Barney Bright Bares All
Louisville, Kentucky
Metal sculptor Jeptha Barnard "Barney" Bright Jr made his own tombstone, a sculpture of himself and his wife, Gayle. They are languidly reclining. And nude.
Although Gayle was only five years younger than Barney (she died in 2013), he sculpted himself as a wrinkled old man and her as a supple young woman. The nudesome-twosome might seem appropriate in an art museum -- okay, maybe not even there -- but in a graveyard they're definitely odd.
Barney was a local Louisville celebrity, and Cave Hill Cemetery is known for its welcoming policy toward graveyard art. Even so, Cave Hill supposedly rejected Barney's original tombstone design, whatever it was. We asked Michael Higgs of the Cave Hill Heritage Foundation why Barney portrayed himself this way. "I think you'd have to ask Barney Bright," Michael answered, which was his way of saying that the answer is now unknowable.
Despite its posthumous purpose, Barney's tombstone wasn't Barney's final work of art. In fact, he completed it seven years before he died in 1997. The cause of his death was lung cancer, so perhaps Barney was a smoker and knew he should plan ahead.
Barney's nude tombstone isn't his only noteworthy sculpture in Cave Hill Cemetery; he also created lifelike bronze monuments for the graves of the Flower Woman and Frito-Lay Magician. They, however, are wearing clothes.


**Work to be completed**
Report every line of the data that includes "Notes".

**Data shown**

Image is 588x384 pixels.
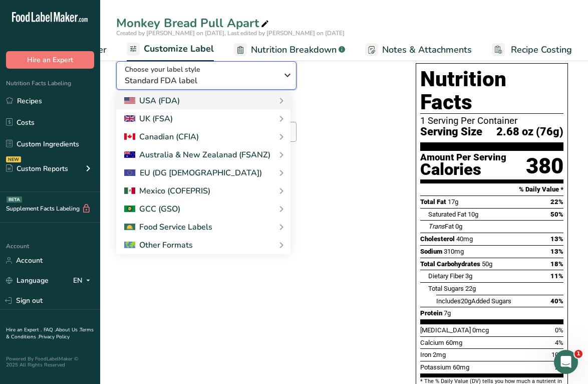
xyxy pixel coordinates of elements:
div: 1 Serving Per Container [420,116,564,126]
div: Powered By FoodLabelMaker © 2025 All Rights Reserved [6,356,94,368]
span: 1 [574,350,583,358]
span: Iron [420,351,431,358]
div: Monkey Bread Pull Apart [116,14,271,32]
span: Fat [428,223,454,230]
a: Terms & Conditions . [6,326,94,340]
div: Canadian (CFIA) [124,131,199,142]
span: 7g [444,309,451,317]
div: Amount Per Serving [420,153,507,162]
a: Language [6,271,49,289]
img: 2Q== [124,206,135,212]
span: 50% [551,210,564,218]
span: Total Carbohydrates [420,260,480,267]
span: Protein [420,309,442,317]
span: 2mg [433,351,446,358]
div: NEW [6,156,21,162]
div: BETA [7,197,22,202]
span: 10% [551,351,564,358]
span: Total Sugars [428,285,464,292]
span: Includes Added Sugars [436,297,511,305]
button: Hire an Expert [6,51,94,69]
div: EU (DG [DEMOGRAPHIC_DATA]) [124,167,262,179]
span: Total Fat [420,198,446,206]
div: EN [73,275,94,286]
span: 17g [448,198,458,206]
iframe: Intercom live chat [554,350,578,374]
span: 60mg [446,339,463,346]
span: Customize Label [144,42,214,56]
span: Recipe Costing [511,43,572,56]
span: 10g [468,210,478,218]
span: 40mg [456,235,473,242]
span: Choose your label style [125,64,200,75]
a: Notes & Attachments [365,39,472,61]
span: Saturated Fat [428,210,467,218]
div: UK (FSA) [124,113,173,125]
div: Mexico (COFEPRIS) [124,185,210,197]
span: 13% [551,248,564,255]
span: 3g [465,272,472,280]
section: % Daily Value * [420,183,564,195]
span: 0% [555,326,564,334]
a: FAQ . [43,326,56,333]
span: Standard FDA label [125,75,277,87]
span: 22% [551,198,564,206]
span: 20g [460,297,471,305]
span: 0mcg [472,326,489,334]
span: Dietary Fiber [428,272,464,280]
span: 2.68 oz (76g) [496,126,564,138]
a: Nutrition Breakdown [234,39,345,61]
span: 4% [555,339,564,346]
span: 310mg [444,248,464,255]
span: 60mg [453,363,469,371]
button: Choose your label style Standard FDA label [116,61,296,90]
span: 11% [551,272,564,280]
a: Hire an Expert . [6,326,41,333]
div: 380 [526,153,564,179]
div: Custom Reports [6,164,68,174]
a: About Us . [56,326,79,333]
span: Potassium [420,363,451,371]
h1: Nutrition Facts [420,68,564,114]
a: Recipe Costing [492,39,572,61]
span: Calcium [420,339,444,346]
a: Privacy Policy [39,333,70,340]
span: [MEDICAL_DATA] [420,326,471,334]
span: Notes & Attachments [383,43,472,56]
div: Calories [420,162,507,177]
a: Customize Label [127,37,214,62]
span: Nutrition Breakdown [251,43,336,56]
span: Sodium [420,248,442,255]
span: 0g [455,223,463,230]
span: 18% [551,260,564,267]
div: Australia & New Zealanad (FSANZ) [124,149,271,161]
span: 22g [465,285,476,292]
span: 40% [551,297,564,305]
div: GCC (GSO) [124,203,180,215]
span: 50g [482,260,492,267]
span: Created by [PERSON_NAME] on [DATE], Last edited by [PERSON_NAME] on [DATE] [116,29,345,37]
div: Food Service Labels [124,221,212,233]
div: USA (FDA) [124,95,180,107]
span: 13% [551,235,564,242]
i: Trans [428,223,445,230]
span: Serving Size [420,126,482,138]
div: Other Formats [124,239,193,251]
span: Cholesterol [420,235,455,242]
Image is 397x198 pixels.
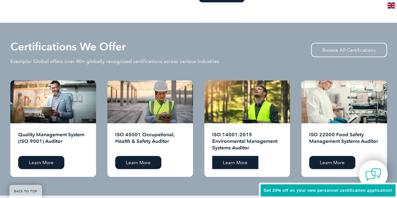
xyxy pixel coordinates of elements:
a: Learn More [309,156,355,169]
a: Learn More [18,156,64,169]
h2: ISO 14001:2015 Environmental Management Systems Auditor [212,131,282,151]
a: Learn More [115,156,161,169]
a: Browse All Certifications [311,43,387,57]
h2: ISO 22000 Food Safety Management Systems Auditor [309,131,379,151]
a: BACK TO TOP [9,185,42,198]
img: contact-chat.png [365,167,381,182]
a: Learn More [212,156,258,169]
h2: ISO 45001 Occupational, Health & Safety Auditor [115,131,185,151]
h2: Quality Management System (ISO 9001) Auditor [18,131,88,151]
img: en [387,3,395,8]
p: Exemplar Global offers over 40+ globally recognized certifications across various industries [10,58,219,65]
h2: Certifications We Offer [10,42,126,52]
span: Get 20% off on your new personnel certification application! [263,188,392,193]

**Worked solution**
a: Notes & Attachments [365,39,472,61]
span: Notes & Attachments [383,43,472,56]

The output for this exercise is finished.